Error-Log Method for Coding Misses
Key Takeaways
- An error log converts missed practice questions into targeted remediation.
- Each miss should be tagged by cause, not just by topic.
- Useful categories include documentation, terminology, guideline, convention, sequencing, modifier, and validation errors.
- Retesting missed patterns builds the workflow discipline needed for CCA-style questions.
Turn Misses Into Data
A missed coding question is useful only if you identify why it happened. Do not write only the correct code. Record the mistake type, the missed documentation clue, the rule that controlled the answer, and the action you will repeat before the next practice set.
Error-Log Fields
| Field | What to record |
|---|---|
| Scenario topic | ICD-10-CM, CPT, HCPCS, modifier, sequencing, query, or workflow |
| Miss type | Documentation, terminology, anatomy, guideline, convention, sequencing, or validation |
| Missed clue | The exact phrase or missing detail that changed the answer |
| Correct rule | Guideline, note, modifier instruction, or workflow step |
| Repair drill | A short task to prevent the same miss |
A good error log separates knowledge gaps from process gaps. If you did not know a term, study terminology. If you knew the term but skipped the Tabular List, fix the workflow. If you found the right code but sequenced it wrong, drill setting-based guidelines.

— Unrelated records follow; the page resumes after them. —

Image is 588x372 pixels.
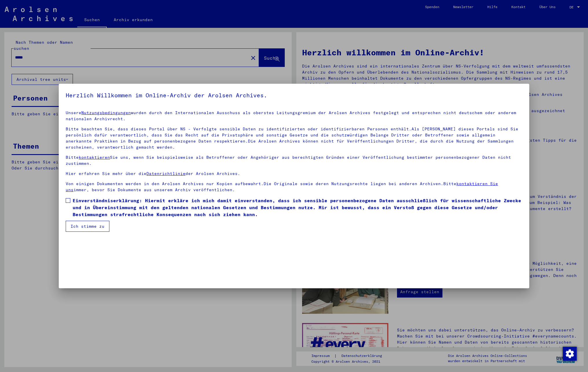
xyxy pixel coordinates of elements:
p: Bitte beachten Sie, dass dieses Portal über NS - Verfolgte sensible Daten zu identifizierten oder... [65,126,523,151]
a: Nutzungsbedingungen [81,110,131,115]
img: Zustimmung ändern [563,346,578,361]
p: Hier erfahren Sie mehr über die der Arolsen Archives. [65,170,523,177]
p: Unsere wurden durch den Internationalen Ausschuss als oberstes Leitungsgremium der Arolsen Archiv... [65,110,523,122]
a: kontaktieren Sie uns [65,181,498,192]
h5: Herzlich Willkommen im Online-Archiv der Arolsen Archives. [65,91,523,100]
p: Von einigen Dokumenten werden in den Arolsen Archives nur Kopien aufbewahrt.Die Originale sowie d... [65,181,523,193]
a: kontaktieren [79,154,110,160]
button: Ich stimme zu [65,221,110,232]
span: Einverständniserklärung: Hiermit erkläre ich mich damit einverstanden, dass ich sensible personen... [73,197,523,218]
a: Datenrichtlinie [147,170,186,176]
p: Bitte Sie uns, wenn Sie beispielsweise als Betroffener oder Angehöriger aus berechtigten Gründen ... [65,154,523,167]
div: Zustimmung ändern [563,346,577,360]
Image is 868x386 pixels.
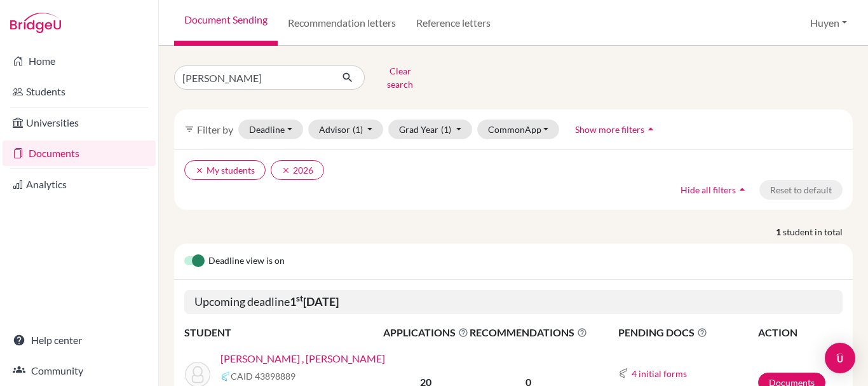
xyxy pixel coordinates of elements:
[197,124,234,135] span: Filter by
[184,290,843,314] h5: Upcoming deadline
[282,166,290,175] i: clear
[208,254,285,269] span: Deadline view is on
[3,79,156,104] a: Students
[736,183,749,196] i: arrow_drop_up
[383,325,468,340] span: APPLICATIONS
[221,371,231,381] img: Common App logo
[681,184,736,195] span: Hide all filters
[564,120,668,139] button: Show more filtersarrow_drop_up
[10,13,61,33] img: Bridge-U
[776,225,783,238] strong: 1
[3,172,156,197] a: Analytics
[470,325,588,340] span: RECOMMENDATIONS
[174,66,332,90] input: Find student by name...
[441,124,452,135] span: (1)
[670,180,759,200] button: Hide all filtersarrow_drop_up
[825,343,856,373] div: Open Intercom Messenger
[184,324,383,341] th: STUDENT
[3,327,156,353] a: Help center
[3,141,156,166] a: Documents
[618,325,757,340] span: PENDING DOCS
[195,166,204,175] i: clear
[478,120,560,139] button: CommonApp
[308,120,384,139] button: Advisor(1)
[296,293,303,303] sup: st
[631,366,688,381] button: 4 initial forms
[645,123,657,135] i: arrow_drop_up
[290,294,339,309] b: 1 [DATE]
[353,124,363,135] span: (1)
[3,48,156,74] a: Home
[618,368,629,378] img: Common App logo
[3,358,156,383] a: Community
[271,160,324,180] button: clear2026
[221,351,385,366] a: [PERSON_NAME] , [PERSON_NAME]
[575,124,645,135] span: Show more filters
[238,120,303,139] button: Deadline
[231,370,295,383] span: CAID 43898889
[805,11,853,35] button: Huyen
[759,180,843,200] button: Reset to default
[388,120,472,139] button: Grad Year(1)
[184,160,265,180] button: clearMy students
[365,61,435,94] button: Clear search
[184,124,195,134] i: filter_list
[3,110,156,135] a: Universities
[783,225,853,238] span: student in total
[757,324,843,341] th: ACTION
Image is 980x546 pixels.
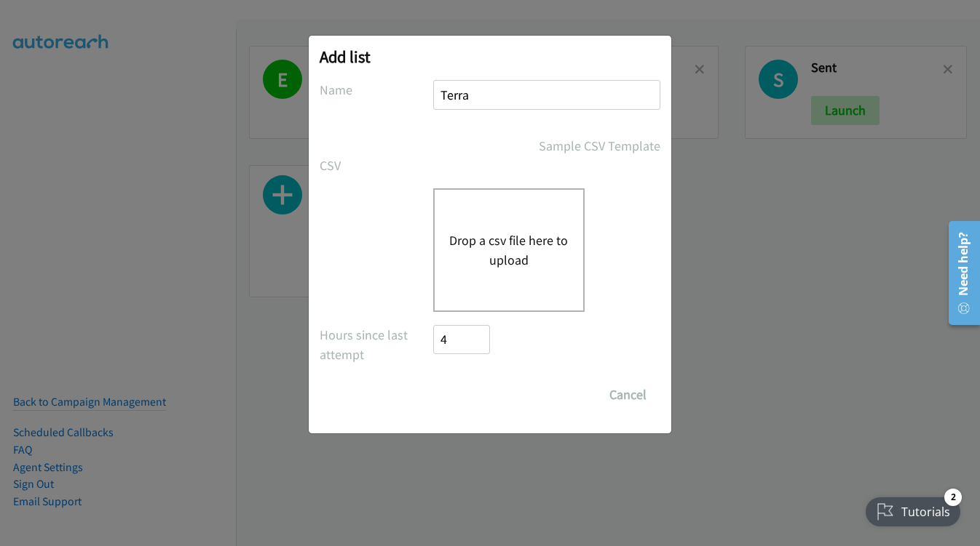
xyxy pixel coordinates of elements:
label: Name [320,80,433,99]
iframe: Checklist [856,483,969,535]
button: Drop a csv file here to upload [449,230,568,270]
label: CSV [320,156,433,175]
h2: Add list [320,47,660,67]
button: Cancel [595,380,660,409]
iframe: Resource Center [938,216,980,331]
label: Hours since last attempt [320,325,433,365]
a: Sample CSV Template [538,136,660,156]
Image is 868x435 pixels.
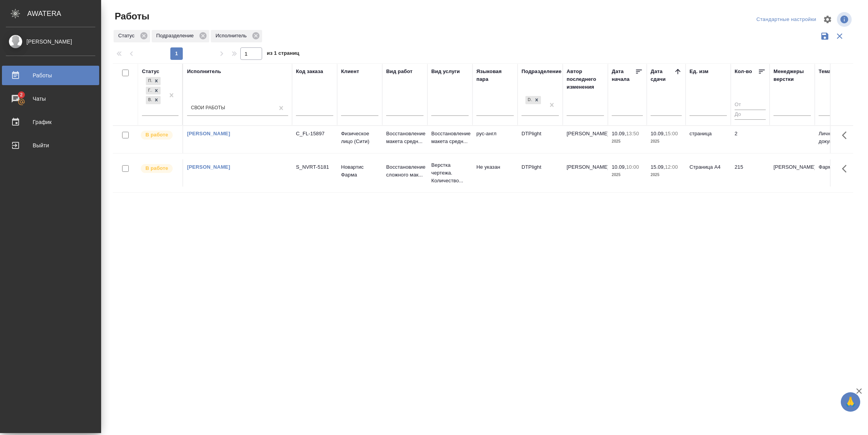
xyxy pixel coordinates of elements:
[142,67,159,76] div: Статус
[112,10,149,22] span: Работы
[525,95,541,105] div: DTPlight
[735,67,752,76] div: Кол-во
[432,130,468,145] p: Восстановление макета средн...
[731,126,770,153] td: 2
[473,159,518,187] td: Не указан
[296,67,323,76] div: Код заказа
[651,172,682,179] p: 2025
[473,126,518,153] td: рус-англ
[145,165,168,172] p: В работе
[837,12,853,27] span: Посмотреть информацию
[6,93,95,105] div: Чаты
[341,130,378,145] p: Физическое лицо (Сити)
[567,67,604,91] div: Автор последнего изменения
[731,159,770,187] td: 215
[817,29,832,44] button: Сохранить фильтры
[191,105,225,112] div: Свои работы
[146,96,152,104] div: В работе
[838,126,856,144] button: Здесь прячутся важные кнопки
[146,77,152,85] div: Подбор
[267,48,299,60] span: из 1 страниц
[819,163,856,172] p: Фармацевтика
[665,164,678,170] p: 12:00
[774,163,811,172] p: [PERSON_NAME]
[735,110,765,120] input: До
[665,130,678,136] p: 15:00
[690,67,709,76] div: Ед. изм
[145,95,162,105] div: Подбор, Готов к работе, В работе
[612,67,635,83] div: Дата начала
[6,38,95,46] div: [PERSON_NAME]
[118,32,137,39] p: Статус
[2,112,99,132] a: График
[157,32,196,39] p: Подразделение
[187,164,231,170] a: [PERSON_NAME]
[651,67,674,83] div: Дата сдачи
[152,30,209,43] div: Подразделение
[477,67,514,83] div: Языковая пара
[563,126,608,153] td: [PERSON_NAME]
[612,130,626,136] p: 10.09,
[341,163,378,179] p: Новартис Фарма
[626,130,639,136] p: 13:50
[612,138,643,145] p: 2025
[113,30,150,43] div: Статус
[216,32,249,39] p: Исполнитель
[187,67,222,76] div: Исполнитель
[735,100,765,110] input: От
[6,70,95,81] div: Работы
[686,159,731,187] td: Страница А4
[432,162,468,185] p: Верстка чертежа. Количество...
[686,126,731,153] td: страница
[15,91,27,98] span: 2
[27,6,101,21] div: AWATERA
[386,130,423,145] p: Восстановление макета средн...
[651,138,682,145] p: 2025
[651,130,665,136] p: 10.09,
[341,67,359,76] div: Клиент
[522,67,562,76] div: Подразделение
[518,159,563,187] td: DTPlight
[432,67,460,76] div: Вид услуги
[6,140,95,151] div: Выйти
[819,130,856,145] p: Личные документы
[518,126,563,153] td: DTPlight
[386,67,413,76] div: Вид работ
[841,392,861,412] button: 🙏
[296,130,333,138] div: C_FL-15897
[838,159,856,178] button: Здесь прячутся важные кнопки
[145,86,162,96] div: Подбор, Готов к работе, В работе
[626,164,639,170] p: 10:00
[2,135,99,155] a: Выйти
[386,163,423,179] p: Восстановление сложного мак...
[844,394,857,410] span: 🙏
[774,67,811,83] div: Менеджеры верстки
[187,130,231,136] a: [PERSON_NAME]
[296,163,333,172] div: S_NVRT-5181
[140,130,179,140] div: Исполнитель выполняет работу
[145,131,168,139] p: В работе
[6,117,95,128] div: График
[2,89,99,108] a: 2Чаты
[2,66,99,85] a: Работы
[145,76,162,86] div: Подбор, Готов к работе, В работе
[832,29,847,44] button: Сбросить фильтры
[819,67,842,76] div: Тематика
[563,159,608,187] td: [PERSON_NAME]
[612,172,643,179] p: 2025
[525,96,532,104] div: DTPlight
[211,30,263,43] div: Исполнитель
[651,164,665,170] p: 15.09,
[818,10,837,29] span: Настроить таблицу
[146,87,152,95] div: Готов к работе
[140,163,179,174] div: Исполнитель выполняет работу
[755,14,818,25] div: split button
[612,164,626,170] p: 10.09,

Review the log weekly. Group repeated misses and create short drills: five guideline lookups, ten laterality checks, five modifier decisions, or three query-boundary scenarios. CCA preparation improves when each miss becomes a specific next action.
A student repeatedly finds the correct diagnosis code but misses the required seventh character. Which error-log category best describes the pattern?
Which error-log entry is most useful after a missed practice question?
A learner codes from the Alphabetic Index and skips Tabular List notes on several ICD-10-CM questions. What is the best repair drill?